Habitat and Ecology
Dentipellis fragilis is a resupinate species with long straight spines forming long patches on the underside of logs. It is a saprobe of heavily decayed deciduous trees and it causes white-rot. It prefers moist and shady growth sites, such as the undersides of large fallen trunks. A characteristic environment is a luxuriant thicket or grass-herb forest, and the species is slightly hemerophilous. D. fragilis strongly favours the trees of the genera Fagus and Quercus, and its occurrence on other frondose trees, such as Carpinus, Tilia, Acer, Alnus and Populus tremula, appear to be rather sporadic.
In N. Macedonia, the species has been observed on old beech trunks (Fagus sylvatica), and there is a single case on Acer pseudoplatanus. Nearly all data are derived from old beech trunks where the species grows as a saprobe triggering a white-rot. Beech forests are found in all mountains in N. Macedonia, and they develop in the height belt of 1,100-1,650 m above sea level. Almost all data originate from heights above 1,000 m. It is only in Stogovo Mt that Dentipellis fragilis has been collected from a fallen trunk of Acer pseudoplatanus, in mixed woods of Alnus, Corylus and Acer pseudoplatanus.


TASK PROMPT –
Nothing but the lines from the one containing "Identify the location of button: Close." through the end of the data below should appear in the answer, each exact and free of pictures.

:::

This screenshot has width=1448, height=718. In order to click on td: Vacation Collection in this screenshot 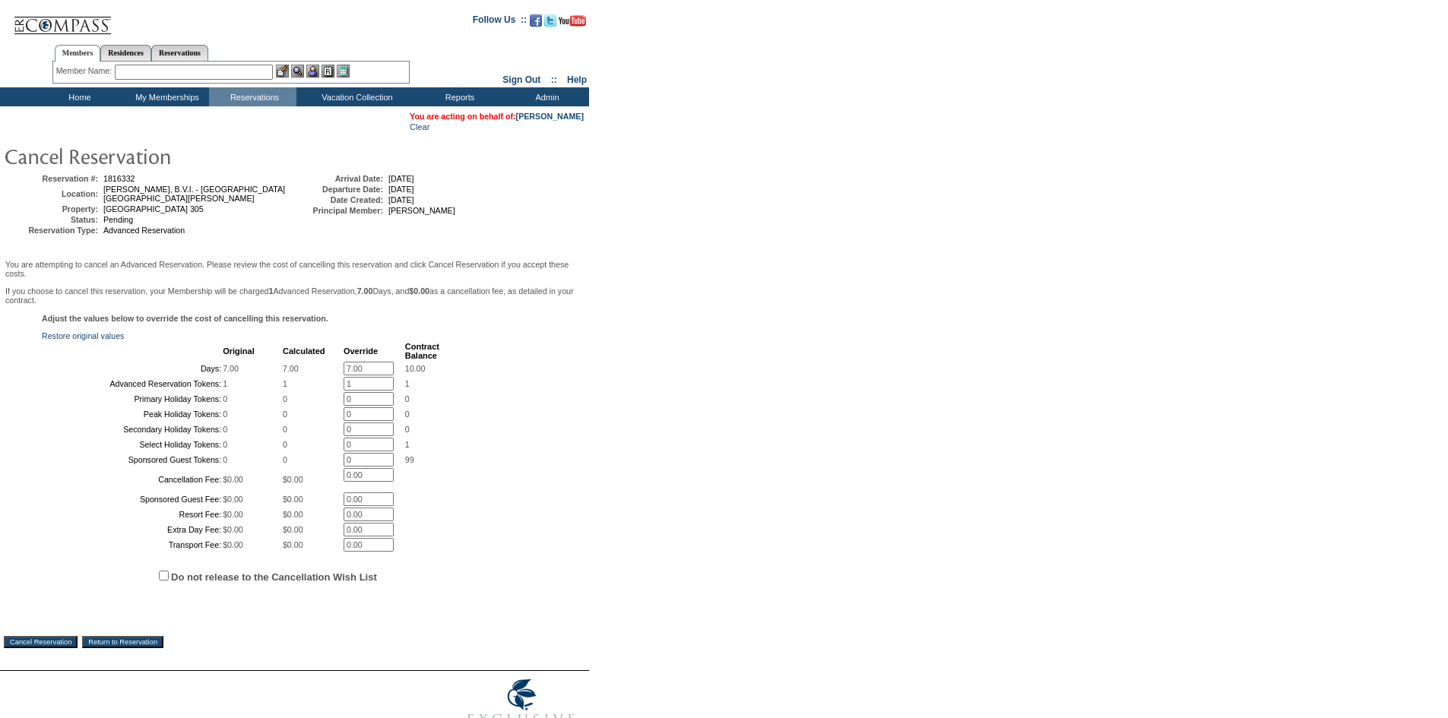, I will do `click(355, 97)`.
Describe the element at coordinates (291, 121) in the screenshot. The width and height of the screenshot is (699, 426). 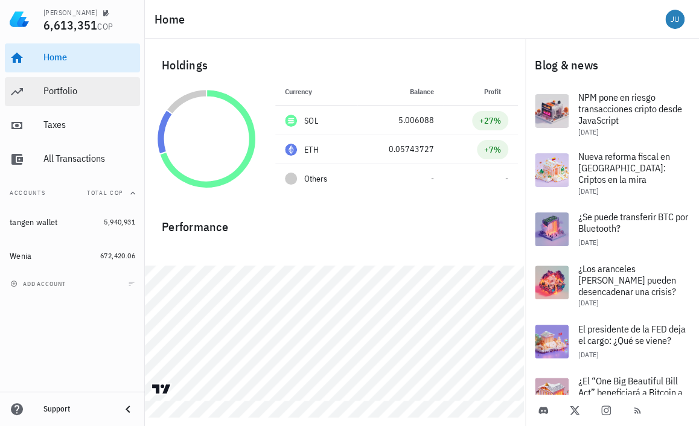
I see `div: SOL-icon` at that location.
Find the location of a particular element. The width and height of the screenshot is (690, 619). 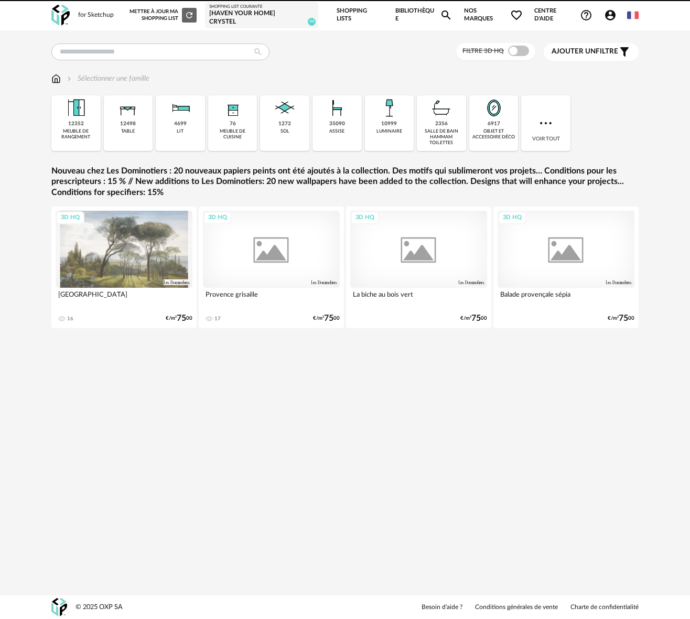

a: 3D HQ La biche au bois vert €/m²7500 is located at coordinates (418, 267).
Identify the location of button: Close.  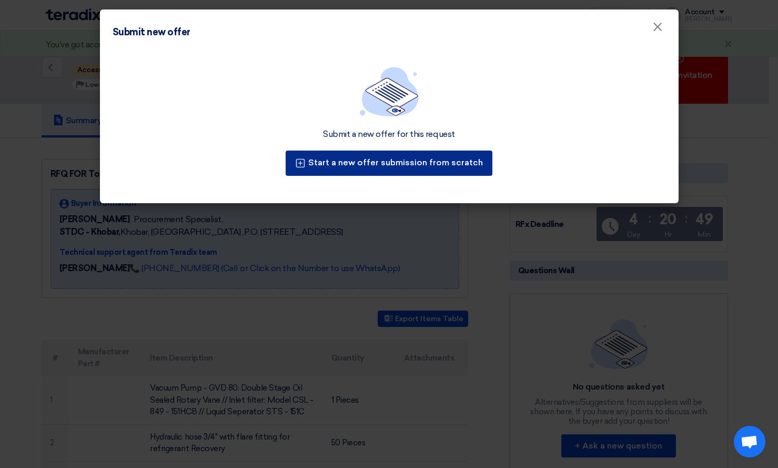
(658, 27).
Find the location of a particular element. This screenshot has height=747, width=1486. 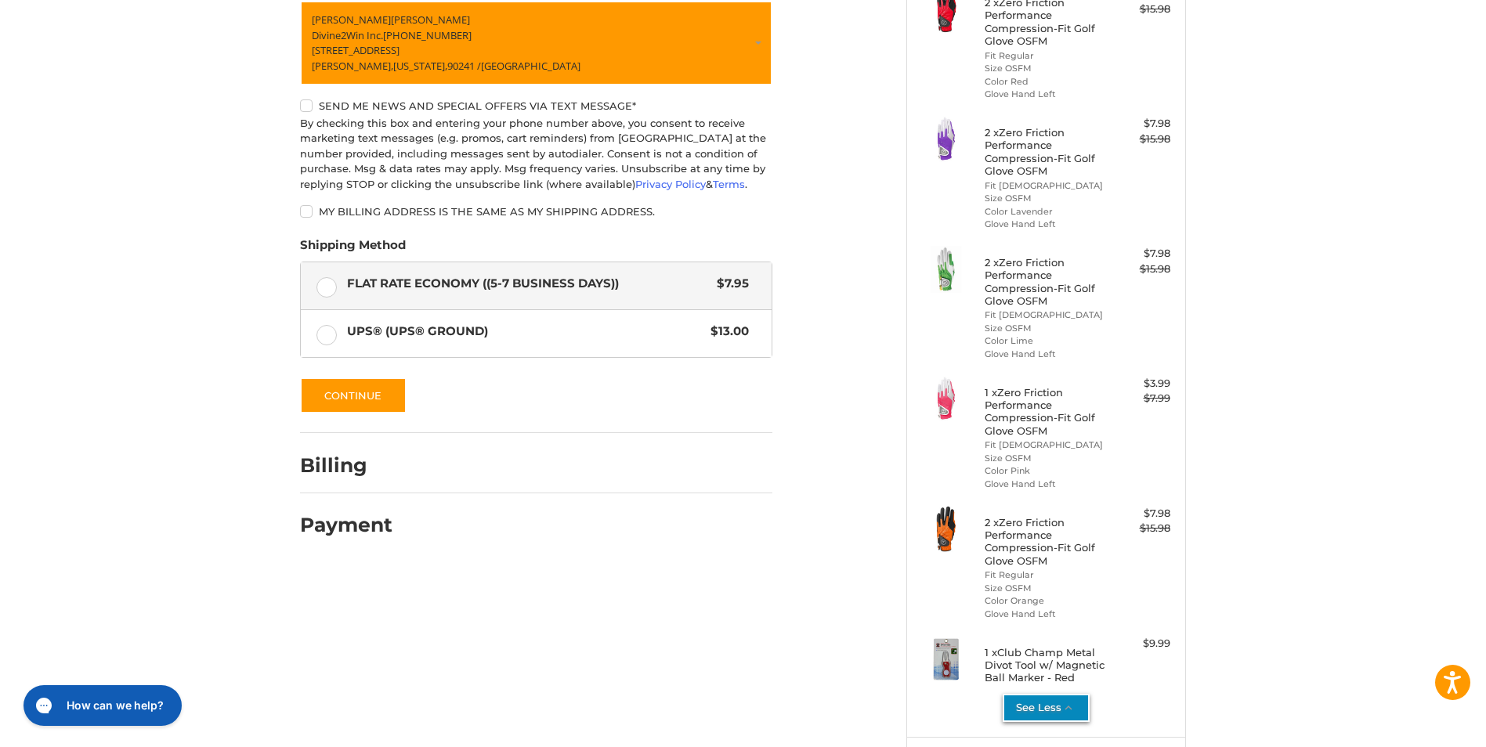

:::

ANSWER –
Identify the location of button: Close.  
(658, 27).
Find the location of a particular element. This screenshot has height=747, width=1486. 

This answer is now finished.